Written on Tuesday, 03 August 2010 22:06
THINK about all the things you know happens inside a footy club but no-one ever admits to.
Like, some weeks the boys are slack at training and that's why they lose. Or when your favourite mob of bum-sniffers, aerial pingpong purveyors or 11-a-side pansies can't make the finals any more, they don't try as hard.
Or perhaps the coach drops a bloke because he is leaving the club the following year. Or the players are so distracted by off-field events they stop listening to the coaching staff completely - and the coach gives up coaching them.
You watch your team every week, parting with your hard-earned. You know it's happening.
But no one ever admits to it.
The boys lost because they had plenty of commitment but their execution was down, not because they bludged at training. They aren't worried about the finals - they are taking it (yep) One Game At A Time.
And players aren't distracted by off-field dramas, are they? ''That's for the CEO and my manager to work out - I just play football.''
And all players are treated equally in the selection room - it's just that Joe Bloggs has some "niggling injuries". He hasn't been left out because he's joining the Snowtown Butchers next year.
Footy clubs have far too much to lose than to tell the truth. What if they make the finals through some mathematical miracle but admited weeks ago they were planning for next year?
When the whips are cracking, they will be held to account for the truth. It will be pinned to opposition dressingroom walls, plastered over the newspaper, turned into a sledge by that smart arse-big mouth in the other team.
"Admit nothing".
But what happens if a footy club is full of great players, a smart coach and a good culture but can't win a brass razoo? What happens if no-one cares who uses what against who because Armageddon has already happened?
Enter the Melbourne Storm.
This is a social experiment in footy club culture, ethics and honesty that we have never seen before and - hopefully - never will again.
After Craig Bellamy's side lost to South Sydney in Perth on June 26, he admitted they were lacking some hunger when games hung in the balance - because they had nothing to play for.
"It's a tough situation for the players," he said. "We don't seem to have that - I don't know what the word for it is - when the game's in the balance to hang in there and scrap for everything."
On Sunday after the win against Canberra, captain Cameron Smith said he didn't feel like showing up some days but when the players didn't put in the effort during the week, they inevitably lost.
"Preparation is what wins you games - that's what we've proved to ourselves," the hooker said. "Weeks where we haven't trained so much or put in the right preparation, we've gone down by two points or four points or six points where we should have been winning those games.
"The last two weeks we've been in here watching videos and doing hour-and-a-half sessions like we used to do and we've got the result.
"It's pretty simple.''
Bellamy didn't make up injuries for Bryan Norrie and Brett White. He said he left them out to give guys like Sione Kite - who will be around in 2011 - a run.
And he said that until the Deloitte report into the salary cap rorts came out, his players basically didn't want to be coached so he didn't bother coaching them.
"I don't think the players were over-receptive to a few of the processes and systems we've got in place here,'' he said.
"I didn't want to be over-coaching them during that time because it was a waste of time for me and a waste of time for them."
Imagine admitting that! Then again, if you're in the Melbourne Storm's position, why not?
A scientist with 16 letters after his name could not come up with a more revealing social experiment than the one the NRL has performed on the Storm.
The results of the experiment? "You, the fans, were right".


● Task goal
If an entry holds a picture, leave the picture out and copy the rest of the listing exactly.
________________
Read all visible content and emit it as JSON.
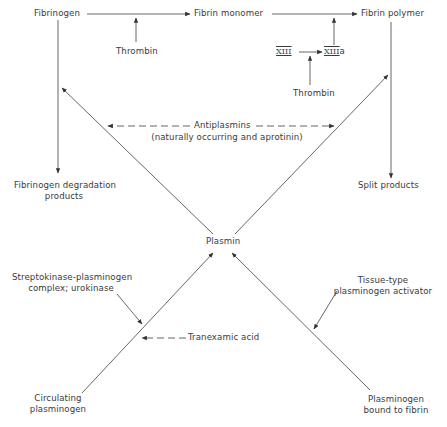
{
  "diagram": {
    "nodes": {
      "fibrinogen": "Fibrinogen",
      "fibrin_monomer": "Fibrin monomer",
      "fibrin_polymer": "Fibrin polymer",
      "thrombin_1": "Thrombin",
      "thrombin_2": "Thrombin",
      "factor_xiii": "XIII",
      "factor_xiiia_numeral": "XIII",
      "factor_xiiia_suffix": "a",
      "fdp_line1": "Fibrinogen degradation",
      "fdp_line2": "products",
      "split_products": "Split products",
      "plasmin": "Plasmin",
      "antiplasmins_line1": "Antiplasmins",
      "antiplasmins_line2": "(naturally occurring and aprotinin)",
      "streptokinase_line1": "Streptokinase-plasminogen",
      "streptokinase_line2": "complex; urokinase",
      "tranexamic_acid": "Tranexamic acid",
      "tpa_line1": "Tissue-type",
      "tpa_line2": "plasminogen activator",
      "circulating_line1": "Circulating",
      "circulating_line2": "plasminogen",
      "bound_line1": "Plasminogen",
      "bound_line2": "bound to fibrin"
    },
    "edges": [
      {
        "from": "Fibrinogen",
        "to": "Fibrin monomer",
        "style": "solid"
      },
      {
        "from": "Thrombin",
        "to": "Fibrinogen→Fibrin monomer",
        "style": "solid"
      },
      {
        "from": "Fibrin monomer",
        "to": "Fibrin polymer",
        "style": "solid"
      },
      {
        "from": "XIII",
        "to": "XIIIa",
        "style": "solid"
      },
      {
        "from": "Thrombin",
        "to": "XIII→XIIIa",
        "style": "solid"
      },
      {
        "from": "XIIIa",
        "to": "Fibrin monomer→Fibrin polymer",
        "style": "solid"
      },
      {
        "from": "Fibrinogen",
        "to": "Fibrinogen degradation products",
        "style": "solid"
      },
      {
        "from": "Fibrin polymer",
        "to": "Split products",
        "style": "solid"
      },
      {
        "from": "Plasmin",
        "to": "Fibrinogen line",
        "style": "solid"
      },
      {
        "from": "Plasmin",
        "to": "Fibrin polymer line",
        "style": "solid"
      },
      {
        "from": "Antiplasmins",
        "to": "Plasmin→Fibrinogen",
        "style": "dashed"
      },
      {
        "from": "Antiplasmins",
        "to": "Plasmin→Fibrin polymer",
        "style": "dashed"
      },
      {
        "from": "Circulating plasminogen",
        "to": "Plasmin",
        "style": "solid"
      },
      {
        "from": "Plasminogen bound to fibrin",
        "to": "Plasmin",
        "style": "solid"
      },
      {
        "from": "Streptokinase-plasminogen complex; urokinase",
        "to": "Circulating plasminogen→Plasmin",
        "style": "solid"
      },
      {
        "from": "Tranexamic acid",
        "to": "Circulating plasminogen→Plasmin",
        "style": "dashed"
      },
      {
        "from": "Tissue-type plasminogen activator",
        "to": "Plasminogen bound to fibrin→Plasmin",
        "style": "solid"
      }
    ],
    "colors": {
      "line": "#555555",
      "text": "#3a3a3a",
      "background": "#ffffff"
    }
  }
}
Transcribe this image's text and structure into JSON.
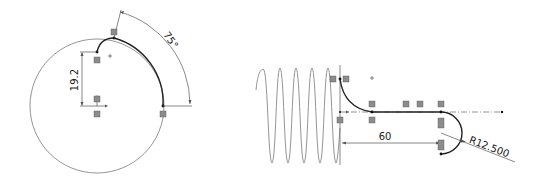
{
  "sketch_left": {
    "dimensions": {
      "vertical_distance": "19.2",
      "angle": "75°"
    },
    "relation_glyphs": [
      "coincident",
      "vertical",
      "vertical",
      "coincident",
      "coincident"
    ]
  },
  "sketch_right": {
    "dimensions": {
      "horizontal_distance": "60",
      "radius": "R12.500"
    },
    "sine_wave_cycles": 5,
    "relation_glyphs": [
      "coincident",
      "coincident",
      "horizontal",
      "horizontal",
      "coincident",
      "coincident",
      "tangent",
      "tangent",
      "coincident"
    ]
  },
  "colors": {
    "geometry": "#222222",
    "construction": "#7a7a7a",
    "background": "#ffffff"
  }
}
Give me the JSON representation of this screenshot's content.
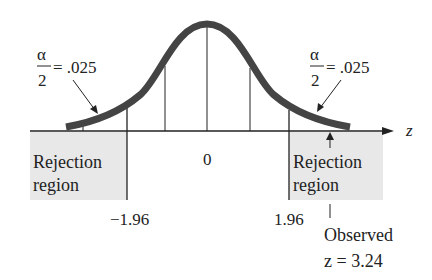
{
  "diagram": {
    "axis_label": "z",
    "center_label": "0",
    "left_tail": {
      "fraction_numerator": "α",
      "fraction_denominator": "2",
      "equals_value": "= .025",
      "region_line1": "Rejection",
      "region_line2": "region",
      "critical_value": "−1.96"
    },
    "right_tail": {
      "fraction_numerator": "α",
      "fraction_denominator": "2",
      "equals_value": "= .025",
      "region_line1": "Rejection",
      "region_line2": "region",
      "critical_value": "1.96"
    },
    "observed": {
      "line1": "Observed",
      "line2": "z = 3.24"
    },
    "colors": {
      "curve": "#444444",
      "lines": "#222222",
      "shade": "#e6e6e6"
    }
  }
}
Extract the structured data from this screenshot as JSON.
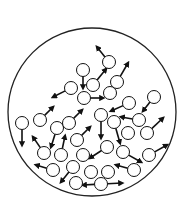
________________
● Problem solution
Read all visible content and emit it as JSON.
{
  "diagram": {
    "nodes": {
      "fibrinogen": "Fibrinogen",
      "fibrin_monomer": "Fibrin monomer",
      "fibrin_polymer": "Fibrin polymer",
      "thrombin_1": "Thrombin",
      "thrombin_2": "Thrombin",
      "factor_xiii": "XIII",
      "factor_xiiia_numeral": "XIII",
      "factor_xiiia_suffix": "a",
      "fdp_line1": "Fibrinogen degradation",
      "fdp_line2": "products",
      "split_products": "Split products",
      "plasmin": "Plasmin",
      "antiplasmins_line1": "Antiplasmins",
      "antiplasmins_line2": "(naturally occurring and aprotinin)",
      "streptokinase_line1": "Streptokinase-plasminogen",
      "streptokinase_line2": "complex; urokinase",
      "tranexamic_acid": "Tranexamic acid",
      "tpa_line1": "Tissue-type",
      "tpa_line2": "plasminogen activator",
      "circulating_line1": "Circulating",
      "circulating_line2": "plasminogen",
      "bound_line1": "Plasminogen",
      "bound_line2": "bound to fibrin"
    },
    "edges": [
      {
        "from": "Fibrinogen",
        "to": "Fibrin monomer",
        "style": "solid"
      },
      {
        "from": "Thrombin",
        "to": "Fibrinogen→Fibrin monomer",
        "style": "solid"
      },
      {
        "from": "Fibrin monomer",
        "to": "Fibrin polymer",
        "style": "solid"
      },
      {
        "from": "XIII",
        "to": "XIIIa",
        "style": "solid"
      },
      {
        "from": "Thrombin",
        "to": "XIII→XIIIa",
        "style": "solid"
      },
      {
        "from": "XIIIa",
        "to": "Fibrin monomer→Fibrin polymer",
        "style": "solid"
      },
      {
        "from": "Fibrinogen",
        "to": "Fibrinogen degradation products",
        "style": "solid"
      },
      {
        "from": "Fibrin polymer",
        "to": "Split products",
        "style": "solid"
      },
      {
        "from": "Plasmin",
        "to": "Fibrinogen line",
        "style": "solid"
      },
      {
        "from": "Plasmin",
        "to": "Fibrin polymer line",
        "style": "solid"
      },
      {
        "from": "Antiplasmins",
        "to": "Plasmin→Fibrinogen",
        "style": "dashed"
      },
      {
        "from": "Antiplasmins",
        "to": "Plasmin→Fibrin polymer",
        "style": "dashed"
      },
      {
        "from": "Circulating plasminogen",
        "to": "Plasmin",
        "style": "solid"
      },
      {
        "from": "Plasminogen bound to fibrin",
        "to": "Plasmin",
        "style": "solid"
      },
      {
        "from": "Streptokinase-plasminogen complex; urokinase",
        "to": "Circulating plasminogen→Plasmin",
        "style": "solid"
      },
      {
        "from": "Tranexamic acid",
        "to": "Circulating plasminogen→Plasmin",
        "style": "dashed"
      },
      {
        "from": "Tissue-type plasminogen activator",
        "to": "Plasminogen bound to fibrin→Plasmin",
        "style": "solid"
      }
    ],
    "colors": {
      "line": "#555555",
      "text": "#3a3a3a",
      "background": "#ffffff"
    }
  }
}
Transcribe this image's text and structure into JSON.
{
  "sketch_left": {
    "dimensions": {
      "vertical_distance": "19.2",
      "angle": "75°"
    },
    "relation_glyphs": [
      "coincident",
      "vertical",
      "vertical",
      "coincident",
      "coincident"
    ]
  },
  "sketch_right": {
    "dimensions": {
      "horizontal_distance": "60",
      "radius": "R12.500"
    },
    "sine_wave_cycles": 5,
    "relation_glyphs": [
      "coincident",
      "coincident",
      "horizontal",
      "horizontal",
      "coincident",
      "coincident",
      "tangent",
      "tangent",
      "coincident"
    ]
  },
  "colors": {
    "geometry": "#222222",
    "construction": "#7a7a7a",
    "background": "#ffffff"
  }
}
Give me the JSON representation of this screenshot's content.
{
  "diagram": {
    "axis_label": "z",
    "center_label": "0",
    "left_tail": {
      "fraction_numerator": "α",
      "fraction_denominator": "2",
      "equals_value": "= .025",
      "region_line1": "Rejection",
      "region_line2": "region",
      "critical_value": "−1.96"
    },
    "right_tail": {
      "fraction_numerator": "α",
      "fraction_denominator": "2",
      "equals_value": "= .025",
      "region_line1": "Rejection",
      "region_line2": "region",
      "critical_value": "1.96"
    },
    "observed": {
      "line1": "Observed",
      "line2": "z = 3.24"
    },
    "colors": {
      "curve": "#444444",
      "lines": "#222222",
      "shade": "#e6e6e6"
    }
  }
}
Extract the structured data from this screenshot as JSON.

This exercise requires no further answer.